In Part 1, we explored the Trust Flywheel as a way of life — rooted in Loob, expressed through Tulay, proven in Labas. But frameworks only matter if they are lived. Holy Week gives us something rare: a structure of days, each with its own weight, each asking something specific of us. What follows is not a program. It is an invitation — to let each day of this week do its work.
Monday — Humility
(Loob)
The week begins not with strategy, but with surrender.
Intent: Let go of the need to be right, first, or recognized.
Prayer: Lord, strip away the titles that have become my armor. Let my leadership reflect whom I am under.
Action: Take a backseat in one meeting today. Listen more than you speak.

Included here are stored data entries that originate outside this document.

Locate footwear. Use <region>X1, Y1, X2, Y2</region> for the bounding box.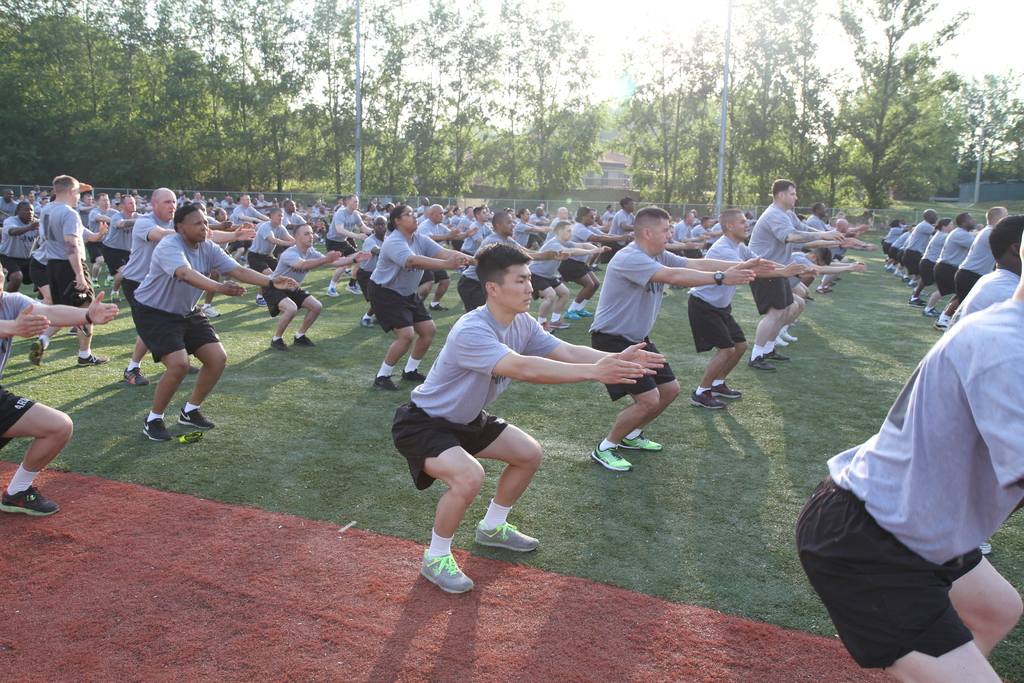
<region>924, 306, 937, 318</region>.
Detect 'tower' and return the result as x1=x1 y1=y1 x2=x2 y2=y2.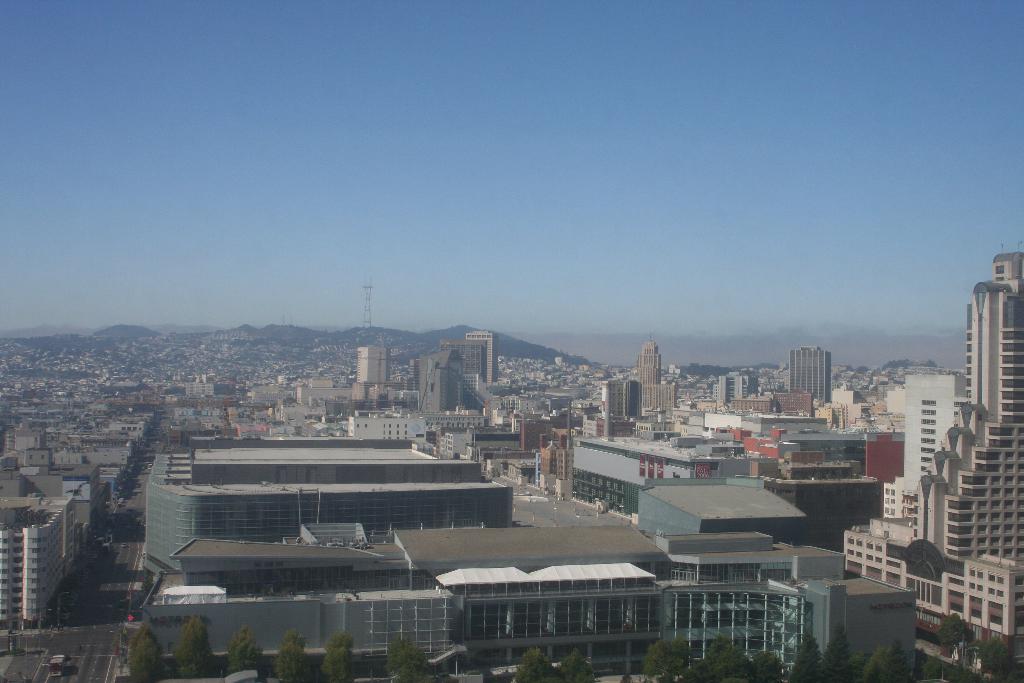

Reflection: Leaders are, first, followers. Humility does not diminish authority — it clarifies its source. When ego steps back, space opens up for truth.
Tuesday — Cultural Literacy
(Loob)
We inherit the cultures we lead in. The question is whether we have ever examined them.
Intent: Look at your organization’s culture with fresh eyes — not as an insider, but as someone paying attention for the first time.
Prayer: Grant me the literacy to see which norms protect people and which merely preserve the way things have always been done. Give me the courage to be a transformer, not just a conformer.
Action: Identify one unspoken rule that hinders trust. Question whether it still deserves to be kept.
Reflection: Understanding culture is not the same as accepting it. Discernment creates the space where trust can grow.
Wednesday — Empathy
(Loob)
Midweek. The pace does not slow down on its own. We have to choose to slow it.
Intent: Prioritize people over productivity — for one conversation, at least.
Prayer: Soften my heart toward those I find difficult. Let my presence be enough.
Action: Ask one person, “How are you, really?” — and then stop. No advice. No pivot to solutions. Just listen.
Reflection: Listening without an agenda is one of the most underestimated acts of leadership. It tells people they are worth more than their output.
Thursday — Transparency
(Tulay)
This is the day of the Last Supper. Of feet washed. Of a betrayal announced at the table — not to punish, but because truth, even painful truth, deserved to be named.
Intent: Choose clarity over comfort.
Prayer: May my words be a bridge, not a wall. Remove the fear that leads me to hide my struggles in order to maintain the appearance of authority.
Action: Have the conversation you have been delaying. Speak the truth you have been managing around.
Reflection: Transparency is what turns inner conviction into outer credibility. What we refuse to name, we eventually cannot control.
Friday — Authenticity
(Labas)
Good Friday asks the hardest question of all: when everything is stripped away, what remains?
Intent: Examine honestly the gap between who you are inside and what you show outside.
Prayer: On this day of ultimate sacrifice, let my life be my message.
Action: Admit a mistake — openly, without qualification. Let truth matter more than image.
Reflection: Authenticity is not declared. It is what remains when pretense is no longer sustainable. Good Friday is the day pretense runs out.
Saturday — Consistency
(Labas)
Holy Saturday is the most underread day of the week. Nothing happens. Or so it seems.
Intent: Remain faithful in the silence — when results are invisible and no one is watching.
Prayer: When the outcome is unclear, keep me steady. Let my character be the same whether I am observed or applauded.
Action: Complete a small, unglamorous task you promised — one that no one will likely notice.
Reflection: Holy Saturday teaches what most leadership development programs skip: faithfulness in the in-between. The harvest does not come without the waiting.
Easter Sunday — Accountability
(Labas)
The stone is rolled away. Not to let Jesus out — but to let us see in. Accountability is not the end of a story. It is how a story is redeemed.
Intent: Celebrate restoration through ownership.
Prayer: Thank you for the Resurrection — proof that failure is not the final word. Help me repair what I have broken, and receive repair where I have been broken.
Action: Forgive someone who has broken your trust. Or ask forgiveness where you have broken theirs. Do not wait for the perfect moment.
Reflection: The Resurrection does not erase what happened on Friday. It redeems it. Accountability works the same way — not erasing failure, but transforming it into the ground on which trust is rebuilt.
A Final Reflection
The world builds trust through visibility, amplification, and control. Holy Week runs in the opposite direction — through surrender, sacrifice, and the slow, unglamorous work of becoming someone whose inside matches their outside.
For leaders and decision-makers, this is uncomfortable. It is also liberating. Trust is not something we engineer. It is something we live, return to, and are accountable for — every day, not just this week.
When Loob is transformed, Labas becomes credible. When both align, trust is no longer a strategy.
It becomes a witness.
If these reflections have been useful, pass them on — to your team, your family, or someone who leads alongside you.